Kistler, the son of a shopkeeper, was born in the small town of Cedarville in the far northeastern corner of California. The family moved to the larger Santa Rosa when Kistler was 12, where he first became interested in chemistry.[1] When he entered the College of the Pacific in 1917, however, his plan was to learn to play the cello, then pursue a degree in agriculture. Instead, he ended up taking every science course available, and after three years he moved to Stanford University and obtained a B.A. in chemistry, followed by a chemical engineering degree. He never did learn to play the cello. After a brief spell working for the Standard Oil Company of California, he returned to academia, teaching chemistry at the College of the Pacific until 1931, when he transferred to the University of Illinois.
The exact circumstances of the creation of the first aerogels are not well recorded.
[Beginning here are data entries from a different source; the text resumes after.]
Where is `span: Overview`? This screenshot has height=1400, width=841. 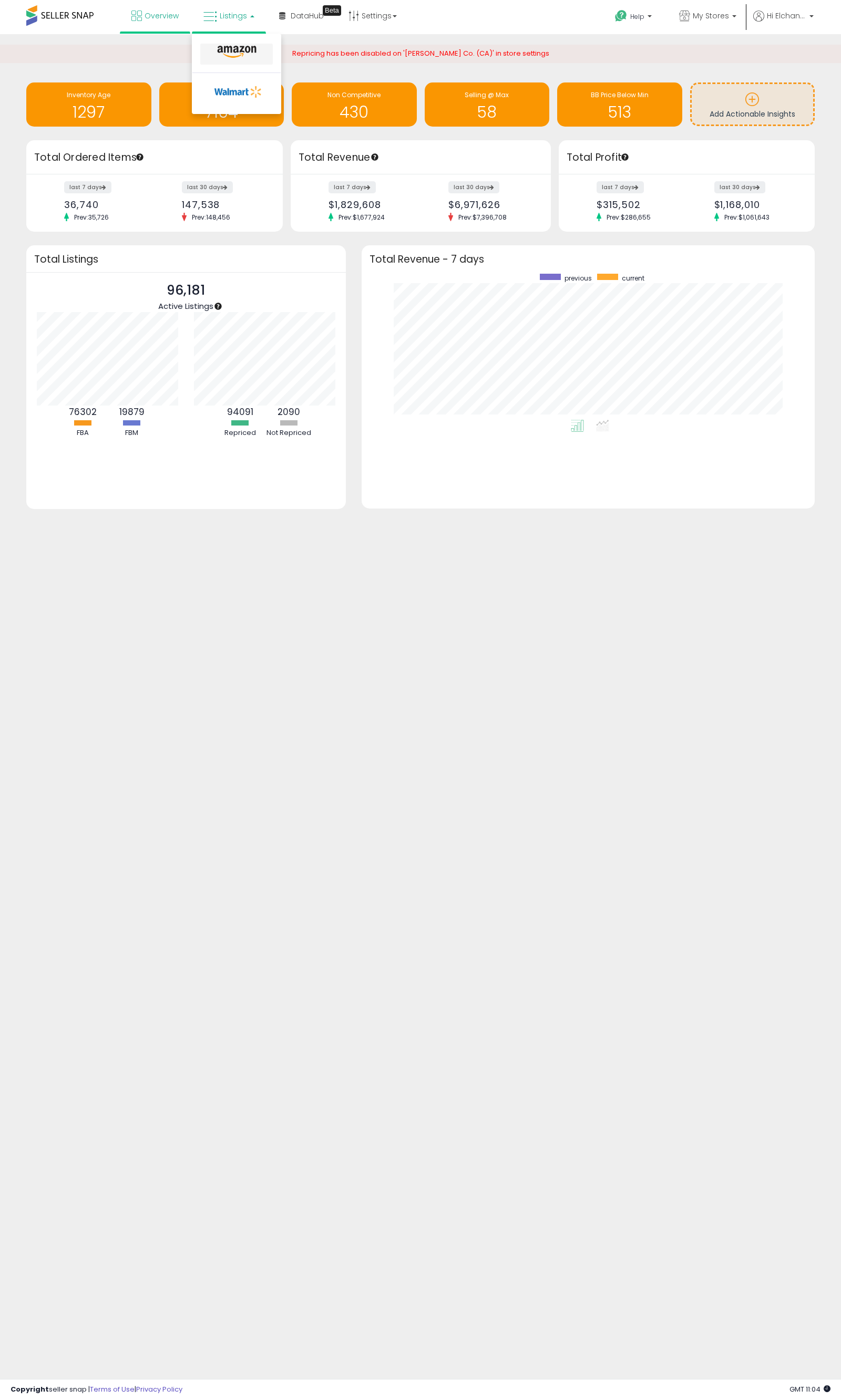
span: Overview is located at coordinates (161, 16).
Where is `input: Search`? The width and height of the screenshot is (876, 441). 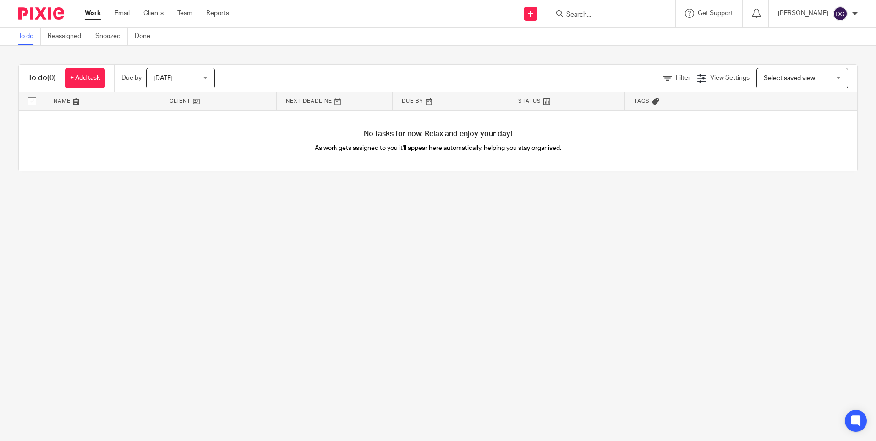
input: Search is located at coordinates (606, 15).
A popular story is that they resulted from a competition between Kistler and one Charles Learned "to see if they could replace the liquid inside of a jelly jar without causing any shrinkage".[2] Whether these experiments were performed at the College of the Pacific, still with limited facilities following the move in 1923 to the new Stockton campus, or at Stanford, where Kistler began pursuing a doctorate in 1927, is a source of some confusion. Either way, in 1931 Kistler published a paper in Nature (vol. 127, p. 741) titled "Coherent Expanded Aerogels and Jellies".
He left his teaching post at the University of Illinois in 1935 and signed a contract with Monsanto Company in the early 1940s to start developing granular silica aerogel products under the trademark Santocel. Largely used as a flattening agent in paints and for similar uses, the line was discontinued by Monsanto in 1970, probably due to the high cost of manufacture and competition from newer products. Kistler had returned to teaching, however, taking up a position as Dean of the University of Utah College of Engineering in 1952.
In 1962 Kistler published an innovative paper on a new way of chemical strengthening of the glass by replacing the smaller sodium ions with larger potassium ones by ion exchange.[3] The technology was further developed[4][5] and soon commercialized by Corning, and it's now used in Gorilla Glass and similar products.[6]
He died in Salt Lake City in November 1975, shortly before the resurgence of interest in aerogels caused by the discovery of a less time-consuming method of manufacture by researchers led by Stanislaus Teichner in France.